Fourteen years ago, Dolani was a renowned peshmerga officer. In 1991, when the old Iraqi army moved to crush Kurdish resistance in these mountains, Dolani and one of his lieutenants, Ahkmed Mohamed Kamal -- now a colonel under Dolani in the new Iraqi army -- were there to stop them. On a mountain road near the celebrations, the rusting hulk of a destroyed Iraqi tank marks the spot where Dolani and Kamal's soldiers stopped the Iraqis cold. It was a heady moment in the decades-long Kurdish resistance, and sweet revenge for a defining atrocity that had occurred only three years earlier.
It was March 16, 1988: Iraqi fighter jets swooped low over the Kurdish town of Halabja, a peshmerga stronghold, dropping the lethal agents sarin, tabun and VX, and canisters of mustard gas. Thousands died instantly. Thousands more clawed to rivers and streams seeking relief from the burning only to die in the water. Kamal and his troops cautiously approached the town. When they sensed the gas, they turned and fled back into the mountains that had protected them for so many years.
In 2003, after the fall of Baghdad and the liberation of Kurdistan, survivors of the Halabja attack built a memorial in the ruined town. Inside, there's a black wall inscribed with the names of all 5,000 victims.
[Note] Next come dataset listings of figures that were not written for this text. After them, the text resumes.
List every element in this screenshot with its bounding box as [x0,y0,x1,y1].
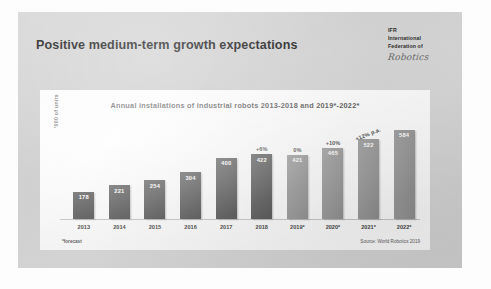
chart-bar-column: +6%4222018 [244,124,280,219]
ifr-logo: IFR International Federation of Robotics [388,26,450,65]
chart-bar: 584 [394,130,415,219]
chart-bar-column: 2212014 [102,124,138,219]
chart-bar: 465 [322,148,343,219]
chart-card: Annual installations of industrial robot… [40,90,430,250]
chart-x-tick-label: 2016 [184,224,196,230]
chart-x-tick-label: 2014 [113,224,125,230]
chart-bar: 178 [73,192,94,219]
chart-y-axis-label: '000 of units [53,94,59,128]
chart-source: Source: World Robotics 2019 [360,239,420,244]
chart-x-tick-label: 2022* [397,224,412,230]
chart-bar-column: +10%4652020* [315,124,351,219]
chart-bar-column: 3042016 [173,124,209,219]
chart-bar: 400 [216,158,237,219]
chart-bar: 421 [287,155,308,220]
chart-x-tick-label: 2019* [290,224,305,230]
chart-bar-column: 5842022* [386,124,422,219]
chart-title: Annual installations of industrial robot… [40,101,430,110]
logo-line-international: International [388,35,421,41]
chart-bar-column: 0%4212019* [280,124,316,219]
logo-line-robotics: Robotics [387,51,450,65]
chart-footnote: *forecast [62,239,82,244]
chart-x-tick-label: 2021* [361,224,376,230]
chart-growth-annotation: 0% [293,147,301,153]
chart-growth-annotation: +6% [256,146,267,152]
chart-x-tick-label: 2018 [256,224,268,230]
chart-bar-column: 4002017 [208,124,244,219]
chart-growth-annotation: +10% [326,140,340,146]
chart-bar: 254 [144,180,165,219]
chart-bar: 304 [180,172,201,219]
chart-x-tick-label: 2013 [78,224,90,230]
logo-line-ifr: IFR [388,27,397,33]
chart-bar: 522 [358,139,379,219]
chart-bar: 221 [109,185,130,219]
chart-x-tick-label: 2015 [149,224,161,230]
logo-line-federation: Federation of [388,43,423,49]
chart-bar: 422 [251,154,272,219]
chart-bar-column: 1782013 [66,124,102,219]
screenshot-page: Positive medium-term growth expectations… [0,0,491,289]
chart-plot-area: 17820132212014254201530420164002017+6%42… [66,124,422,219]
presentation-slide: Positive medium-term growth expectations… [18,12,462,268]
chart-bar-column: 2542015 [137,124,173,219]
chart-x-tick-label: 2020* [326,224,341,230]
chart-x-tick-label: 2017 [220,224,232,230]
chart-x-axis-line [60,219,420,220]
page-title: Positive medium-term growth expectations [36,38,298,52]
chart-bar-column: +12% p.a.5222021* [351,124,387,219]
Outside, there's a cemetery with rows of identical headstones under a sign that reads "It's not allowed for Baaths to enter."
Today, Kamal and K.G. stand among the headstones, Kamal alone with his thoughts, K.G. recalling the day in 1991 when his family fled Kurdistan ahead of Saddam's army. After years of flight that claimed the life of his father, K.G. settled in Texas in 1997 and took a job translating for the Defense Department. (Translators in Iraq have been threatened by insurgents for collaborating with U.S. forces; K.G., who works in Sulaymaniyah for the Army, asked that his full name be withheld.) K.G. says he's proud of America's work in Kurdistan -- but in spite of all the local goodwill today, the United States still shares the blame for the area's troubled past. "The U.S. helped out Saddam," he says, referring to the Reagan administration's support of Saddam during the Iraq-Iran war two decades ago -- which included helping supply the Iraqi dictator's chemical weapons program.
Nevertheless, Kamal is back home now -- one of his homes, at least -- and it's all about "freedom," he says.
In light of the region's wealth and progress, Kurdistan's freedom may be Iraq's loss. After lunch, Dolani sounds a conciliatory note. "We Kurds are never against anyone," he says. "On earth, a human's a human. We want to have a unified Iraq."
But on the way back to Camp Stone after a pensive afternoon at Halabja, Kamal sings a different song. "There are 40 million Kurds in the world. This is the 21st century. Everyone's getting educated, getting technology," he says. "But we don't even have a country."